Episode 95: Fighting for a Free Missouri - Sydney Norton (On the Bookshelf, Part 5)

Episode Description

If you missed her keynote address at the 66th Missouri Conference on History, don't worry, because Sydney Norton joined host Sean Rost to discuss her new book, Fighting for a Free Missouri: German Immigrants, African Americans, and the Issue of Slavery.

 

Episode Image: Arnold Krekel, date unknown [Mit Feder Und Hammer: The German Experience in St. Louis Collection (S0941), SHSMO]

Banner Image: Bird’s Eye View of St. Louis, Missouri, 1860 [Mit Feder Und Hammer: The German Experience in St. Louis Collection (S0941), SHSMO]

About the Guest

Sydney J. Norton is an independent scholar, translator, and educator in St. Louis. While teaching German at Saint Louis University, she curated "German Immigrant Abolitionists: Fighting for a Free Missouri," an exhibition that opened at the Center for Global Citizenship, and that traveled to the Deutschheim State Historic Site in Hermann. Her research for this project and her close collaboration with colleagues in related fields inspired her recently published collection of essays: Fighting for a Free Missouri: German Immigrants, African Americans, and the Issue of Slavery. Norton earned her doctorate in German literature and cultural studies from the University of Minnesota, Minneapolis. Her publications include books and articles on contemporary German art and literature. Weimar-era performing and visual arts, and the German abolitionist movement in the United States. Norton currently teaches German at St. Louis Community College, Forest Park, and the German School Association of St. Louis. She is on the library staff at Concordia Historical Institute.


* _What this task involves_
Return the data that follows, keeping every word and mark unchanged.

* _Provided data_
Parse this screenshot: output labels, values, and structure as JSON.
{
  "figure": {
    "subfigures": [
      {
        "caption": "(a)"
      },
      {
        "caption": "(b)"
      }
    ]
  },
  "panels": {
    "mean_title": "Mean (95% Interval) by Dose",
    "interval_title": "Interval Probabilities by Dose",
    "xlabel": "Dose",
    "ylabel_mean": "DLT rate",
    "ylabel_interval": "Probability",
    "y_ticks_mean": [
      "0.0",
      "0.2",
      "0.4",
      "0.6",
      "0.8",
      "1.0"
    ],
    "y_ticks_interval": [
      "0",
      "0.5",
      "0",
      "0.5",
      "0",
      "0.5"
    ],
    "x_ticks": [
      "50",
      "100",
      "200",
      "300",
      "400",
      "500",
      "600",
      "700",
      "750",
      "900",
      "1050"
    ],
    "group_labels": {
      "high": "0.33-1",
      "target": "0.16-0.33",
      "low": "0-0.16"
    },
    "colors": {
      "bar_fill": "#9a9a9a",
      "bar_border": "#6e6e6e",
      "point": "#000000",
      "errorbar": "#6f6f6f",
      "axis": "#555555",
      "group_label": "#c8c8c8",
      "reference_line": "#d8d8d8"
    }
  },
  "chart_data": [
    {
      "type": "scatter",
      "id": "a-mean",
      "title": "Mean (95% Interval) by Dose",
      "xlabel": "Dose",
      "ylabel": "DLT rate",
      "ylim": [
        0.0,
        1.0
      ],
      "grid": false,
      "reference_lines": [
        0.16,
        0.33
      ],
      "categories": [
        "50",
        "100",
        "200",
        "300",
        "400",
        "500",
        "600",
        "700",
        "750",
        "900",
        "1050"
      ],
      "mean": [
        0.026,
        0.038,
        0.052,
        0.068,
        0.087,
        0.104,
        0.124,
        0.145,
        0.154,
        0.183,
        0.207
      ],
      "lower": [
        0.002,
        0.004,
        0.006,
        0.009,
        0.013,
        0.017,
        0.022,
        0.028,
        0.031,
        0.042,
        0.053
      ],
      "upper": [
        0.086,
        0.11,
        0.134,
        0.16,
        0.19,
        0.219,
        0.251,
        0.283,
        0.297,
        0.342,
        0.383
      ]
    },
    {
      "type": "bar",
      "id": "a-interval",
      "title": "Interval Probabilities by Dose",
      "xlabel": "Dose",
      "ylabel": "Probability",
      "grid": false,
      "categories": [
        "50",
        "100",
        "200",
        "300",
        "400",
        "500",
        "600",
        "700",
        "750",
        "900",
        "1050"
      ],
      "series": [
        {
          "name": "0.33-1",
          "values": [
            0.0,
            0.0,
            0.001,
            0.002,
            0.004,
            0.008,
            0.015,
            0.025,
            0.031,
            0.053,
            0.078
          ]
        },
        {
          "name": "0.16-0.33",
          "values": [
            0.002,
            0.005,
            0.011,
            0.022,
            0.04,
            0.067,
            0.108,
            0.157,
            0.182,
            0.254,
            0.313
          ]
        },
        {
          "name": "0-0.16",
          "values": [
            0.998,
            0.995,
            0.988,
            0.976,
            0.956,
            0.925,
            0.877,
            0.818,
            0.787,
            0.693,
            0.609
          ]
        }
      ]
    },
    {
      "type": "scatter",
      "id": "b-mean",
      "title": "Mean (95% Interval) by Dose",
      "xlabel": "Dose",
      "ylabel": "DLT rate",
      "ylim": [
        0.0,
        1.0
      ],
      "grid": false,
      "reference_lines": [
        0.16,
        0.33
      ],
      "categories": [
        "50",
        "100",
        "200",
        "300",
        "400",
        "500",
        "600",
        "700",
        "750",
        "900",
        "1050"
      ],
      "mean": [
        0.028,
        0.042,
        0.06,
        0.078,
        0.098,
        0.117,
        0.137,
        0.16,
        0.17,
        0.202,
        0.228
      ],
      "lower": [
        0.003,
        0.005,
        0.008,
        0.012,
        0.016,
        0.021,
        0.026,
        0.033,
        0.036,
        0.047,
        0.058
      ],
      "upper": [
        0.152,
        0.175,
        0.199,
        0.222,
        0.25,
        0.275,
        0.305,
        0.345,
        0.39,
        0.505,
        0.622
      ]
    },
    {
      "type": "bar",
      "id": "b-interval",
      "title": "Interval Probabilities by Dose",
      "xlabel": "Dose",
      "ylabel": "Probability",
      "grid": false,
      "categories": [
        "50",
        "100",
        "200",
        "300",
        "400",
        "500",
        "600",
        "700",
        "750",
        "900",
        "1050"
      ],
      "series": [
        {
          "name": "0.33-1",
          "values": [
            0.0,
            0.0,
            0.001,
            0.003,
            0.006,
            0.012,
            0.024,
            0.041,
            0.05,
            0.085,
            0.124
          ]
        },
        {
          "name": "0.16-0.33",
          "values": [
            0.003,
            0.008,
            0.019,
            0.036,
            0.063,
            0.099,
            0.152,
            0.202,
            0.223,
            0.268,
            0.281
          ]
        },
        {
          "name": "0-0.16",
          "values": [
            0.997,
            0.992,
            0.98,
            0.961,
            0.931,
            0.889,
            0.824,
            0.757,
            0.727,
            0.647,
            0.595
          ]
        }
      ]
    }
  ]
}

* _Problem solution_
Parse this screenshot: output labels, values, and structure as JSON.
{
  "figure": {
    "subfigures": [
      {
        "caption": "(a)"
      },
      {
        "caption": "(b)"
      }
    ]
  },
  "panels": {
    "mean_title": "Mean (95% Interval) by Dose",
    "interval_title": "Interval Probabilities by Dose",
    "xlabel": "Dose",
    "ylabel_mean": "DLT rate",
    "ylabel_interval": "Probability",
    "y_ticks_mean": [
      "0.0",
      "0.2",
      "0.4",
      "0.6",
      "0.8",
      "1.0"
    ],
    "y_ticks_interval": [
      "0",
      "0.5",
      "0",
      "0.5",
      "0",
      "0.5"
    ],
    "x_ticks": [
      "50",
      "100",
      "200",
      "300",
      "400",
      "500",
      "600",
      "700",
      "750",
      "900",
      "1050"
    ],
    "group_labels": {
      "high": "0.33-1",
      "target": "0.16-0.33",
      "low": "0-0.16"
    },
    "colors": {
      "bar_fill": "#9a9a9a",
      "bar_border": "#6e6e6e",
      "point": "#000000",
      "errorbar": "#6f6f6f",
      "axis": "#555555",
      "group_label": "#c8c8c8",
      "reference_line": "#d8d8d8"
    }
  },
  "chart_data": [
    {
      "type": "scatter",
      "id": "a-mean",
      "title": "Mean (95% Interval) by Dose",
      "xlabel": "Dose",
      "ylabel": "DLT rate",
      "ylim": [
        0.0,
        1.0
      ],
      "grid": false,
      "reference_lines": [
        0.16,
        0.33
      ],
      "categories": [
        "50",
        "100",
        "200",
        "300",
        "400",
        "500",
        "600",
        "700",
        "750",
        "900",
        "1050"
      ],
      "mean": [
        0.026,
        0.038,
        0.052,
        0.068,
        0.087,
        0.104,
        0.124,
        0.145,
        0.154,
        0.183,
        0.207
      ],
      "lower": [
        0.002,
        0.004,
        0.006,
        0.009,
        0.013,
        0.017,
        0.022,
        0.028,
        0.031,
        0.042,
        0.053
      ],
      "upper": [
        0.086,
        0.11,
        0.134,
        0.16,
        0.19,
        0.219,
        0.251,
        0.283,
        0.297,
        0.342,
        0.383
      ]
    },
    {
      "type": "bar",
      "id": "a-interval",
      "title": "Interval Probabilities by Dose",
      "xlabel": "Dose",
      "ylabel": "Probability",
      "grid": false,
      "categories": [
        "50",
        "100",
        "200",
        "300",
        "400",
        "500",
        "600",
        "700",
        "750",
        "900",
        "1050"
      ],
      "series": [
        {
          "name": "0.33-1",
          "values": [
            0.0,
            0.0,
            0.001,
            0.002,
            0.004,
            0.008,
            0.015,
            0.025,
            0.031,
            0.053,
            0.078
          ]
        },
        {
          "name": "0.16-0.33",
          "values": [
            0.002,
            0.005,
            0.011,
            0.022,
            0.04,
            0.067,
            0.108,
            0.157,
            0.182,
            0.254,
            0.313
          ]
        },
        {
          "name": "0-0.16",
          "values": [
            0.998,
            0.995,
            0.988,
            0.976,
            0.956,
            0.925,
            0.877,
            0.818,
            0.787,
            0.693,
            0.609
          ]
        }
      ]
    },
    {
      "type": "scatter",
      "id": "b-mean",
      "title": "Mean (95% Interval) by Dose",
      "xlabel": "Dose",
      "ylabel": "DLT rate",
      "ylim": [
        0.0,
        1.0
      ],
      "grid": false,
      "reference_lines": [
        0.16,
        0.33
      ],
      "categories": [
        "50",
        "100",
        "200",
        "300",
        "400",
        "500",
        "600",
        "700",
        "750",
        "900",
        "1050"
      ],
      "mean": [
        0.028,
        0.042,
        0.06,
        0.078,
        0.098,
        0.117,
        0.137,
        0.16,
        0.17,
        0.202,
        0.228
      ],
      "lower": [
        0.003,
        0.005,
        0.008,
        0.012,
        0.016,
        0.021,
        0.026,
        0.033,
        0.036,
        0.047,
        0.058
      ],
      "upper": [
        0.152,
        0.175,
        0.199,
        0.222,
        0.25,
        0.275,
        0.305,
        0.345,
        0.39,
        0.505,
        0.622
      ]
    },
    {
      "type": "bar",
      "id": "b-interval",
      "title": "Interval Probabilities by Dose",
      "xlabel": "Dose",
      "ylabel": "Probability",
      "grid": false,
      "categories": [
        "50",
        "100",
        "200",
        "300",
        "400",
        "500",
        "600",
        "700",
        "750",
        "900",
        "1050"
      ],
      "series": [
        {
          "name": "0.33-1",
          "values": [
            0.0,
            0.0,
            0.001,
            0.003,
            0.006,
            0.012,
            0.024,
            0.041,
            0.05,
            0.085,
            0.124
          ]
        },
        {
          "name": "0.16-0.33",
          "values": [
            0.003,
            0.008,
            0.019,
            0.036,
            0.063,
            0.099,
            0.152,
            0.202,
            0.223,
            0.268,
            0.281
          ]
        },
        {
          "name": "0-0.16",
          "values": [
            0.997,
            0.992,
            0.98,
            0.961,
            0.931,
            0.889,
            0.824,
            0.757,
            0.727,
            0.647,
            0.595
          ]
        }
      ]
    }
  ]
}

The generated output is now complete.